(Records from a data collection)
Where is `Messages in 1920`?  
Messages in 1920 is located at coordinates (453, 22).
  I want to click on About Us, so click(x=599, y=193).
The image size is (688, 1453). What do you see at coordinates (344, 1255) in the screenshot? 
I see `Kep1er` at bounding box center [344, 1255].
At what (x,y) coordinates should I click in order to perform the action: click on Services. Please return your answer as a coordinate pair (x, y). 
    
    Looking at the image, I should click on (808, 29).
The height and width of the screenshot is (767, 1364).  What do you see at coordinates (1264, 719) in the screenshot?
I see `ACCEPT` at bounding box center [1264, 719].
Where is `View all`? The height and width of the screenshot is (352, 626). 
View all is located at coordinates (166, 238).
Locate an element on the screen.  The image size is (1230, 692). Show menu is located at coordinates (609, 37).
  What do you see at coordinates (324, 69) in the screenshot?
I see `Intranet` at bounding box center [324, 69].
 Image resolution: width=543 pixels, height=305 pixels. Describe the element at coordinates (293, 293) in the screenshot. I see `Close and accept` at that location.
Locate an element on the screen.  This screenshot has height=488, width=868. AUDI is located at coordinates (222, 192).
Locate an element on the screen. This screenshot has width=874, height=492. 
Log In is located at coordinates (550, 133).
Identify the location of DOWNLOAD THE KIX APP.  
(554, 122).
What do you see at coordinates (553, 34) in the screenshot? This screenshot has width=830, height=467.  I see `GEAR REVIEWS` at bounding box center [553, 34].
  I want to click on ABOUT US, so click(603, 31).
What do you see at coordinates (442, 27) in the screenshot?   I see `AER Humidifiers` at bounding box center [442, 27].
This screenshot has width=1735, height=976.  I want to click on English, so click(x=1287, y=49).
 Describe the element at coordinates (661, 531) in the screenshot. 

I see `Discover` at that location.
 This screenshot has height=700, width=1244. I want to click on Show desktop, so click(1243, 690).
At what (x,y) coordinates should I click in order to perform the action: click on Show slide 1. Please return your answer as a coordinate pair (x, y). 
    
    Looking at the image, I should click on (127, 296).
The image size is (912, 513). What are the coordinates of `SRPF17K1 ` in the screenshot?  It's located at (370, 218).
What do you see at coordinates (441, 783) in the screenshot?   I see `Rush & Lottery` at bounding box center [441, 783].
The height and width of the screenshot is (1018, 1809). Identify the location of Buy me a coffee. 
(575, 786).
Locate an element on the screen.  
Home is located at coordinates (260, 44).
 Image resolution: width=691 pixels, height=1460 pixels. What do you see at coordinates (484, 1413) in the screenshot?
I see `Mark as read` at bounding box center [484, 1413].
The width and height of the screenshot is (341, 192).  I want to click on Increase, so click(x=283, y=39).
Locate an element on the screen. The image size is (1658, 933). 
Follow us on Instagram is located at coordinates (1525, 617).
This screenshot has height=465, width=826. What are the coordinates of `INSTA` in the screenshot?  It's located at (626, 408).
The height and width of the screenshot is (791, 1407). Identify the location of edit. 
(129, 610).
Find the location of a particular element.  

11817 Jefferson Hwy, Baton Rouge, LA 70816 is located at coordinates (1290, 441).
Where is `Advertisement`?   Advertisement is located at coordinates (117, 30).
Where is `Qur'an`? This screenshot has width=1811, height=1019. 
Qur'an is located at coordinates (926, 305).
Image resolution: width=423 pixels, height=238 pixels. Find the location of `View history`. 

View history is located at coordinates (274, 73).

● Work required
Would you copy out all the entries above without changing a single character?

● Exercise response
Where is `Messages in 1920`?  
Messages in 1920 is located at coordinates (453, 22).
  I want to click on About Us, so click(x=599, y=193).
The image size is (688, 1453). What do you see at coordinates (344, 1255) in the screenshot? 
I see `Kep1er` at bounding box center [344, 1255].
At what (x,y) coordinates should I click in order to perform the action: click on Services. Please return your answer as a coordinate pair (x, y). 
    
    Looking at the image, I should click on (808, 29).
The height and width of the screenshot is (767, 1364).  What do you see at coordinates (1264, 719) in the screenshot?
I see `ACCEPT` at bounding box center [1264, 719].
Where is `View all`? The height and width of the screenshot is (352, 626). 
View all is located at coordinates (166, 238).
Locate an element on the screen.  The image size is (1230, 692). Show menu is located at coordinates (609, 37).
  What do you see at coordinates (324, 69) in the screenshot?
I see `Intranet` at bounding box center [324, 69].
 Image resolution: width=543 pixels, height=305 pixels. Describe the element at coordinates (293, 293) in the screenshot. I see `Close and accept` at that location.
Locate an element on the screen.  This screenshot has height=488, width=868. AUDI is located at coordinates (222, 192).
Locate an element on the screen. This screenshot has width=874, height=492. 
Log In is located at coordinates (550, 133).
Identify the location of DOWNLOAD THE KIX APP.  
(554, 122).
What do you see at coordinates (553, 34) in the screenshot? This screenshot has width=830, height=467.  I see `GEAR REVIEWS` at bounding box center [553, 34].
  I want to click on ABOUT US, so click(603, 31).
What do you see at coordinates (442, 27) in the screenshot?   I see `AER Humidifiers` at bounding box center [442, 27].
This screenshot has width=1735, height=976.  I want to click on English, so click(x=1287, y=49).
 Describe the element at coordinates (661, 531) in the screenshot. 

I see `Discover` at that location.
 This screenshot has height=700, width=1244. I want to click on Show desktop, so click(1243, 690).
At what (x,y) coordinates should I click in order to perform the action: click on Show slide 1. Please return your answer as a coordinate pair (x, y). 
    
    Looking at the image, I should click on (127, 296).
The image size is (912, 513). What are the coordinates of `SRPF17K1 ` in the screenshot?  It's located at (370, 218).
What do you see at coordinates (441, 783) in the screenshot?   I see `Rush & Lottery` at bounding box center [441, 783].
The height and width of the screenshot is (1018, 1809). Identify the location of Buy me a coffee. 
(575, 786).
Locate an element on the screen.  
Home is located at coordinates (260, 44).
 Image resolution: width=691 pixels, height=1460 pixels. What do you see at coordinates (484, 1413) in the screenshot?
I see `Mark as read` at bounding box center [484, 1413].
The width and height of the screenshot is (341, 192).  I want to click on Increase, so click(x=283, y=39).
Locate an element on the screen. The image size is (1658, 933). 
Follow us on Instagram is located at coordinates (1525, 617).
This screenshot has height=465, width=826. What are the coordinates of `INSTA` in the screenshot?  It's located at (626, 408).
The height and width of the screenshot is (791, 1407). Identify the location of edit. 
(129, 610).
Find the location of a particular element.  

11817 Jefferson Hwy, Baton Rouge, LA 70816 is located at coordinates (1290, 441).
Where is `Advertisement`?   Advertisement is located at coordinates (117, 30).
Where is `Qur'an`? This screenshot has width=1811, height=1019. 
Qur'an is located at coordinates (926, 305).
Image resolution: width=423 pixels, height=238 pixels. Find the location of `View history`. 

View history is located at coordinates (274, 73).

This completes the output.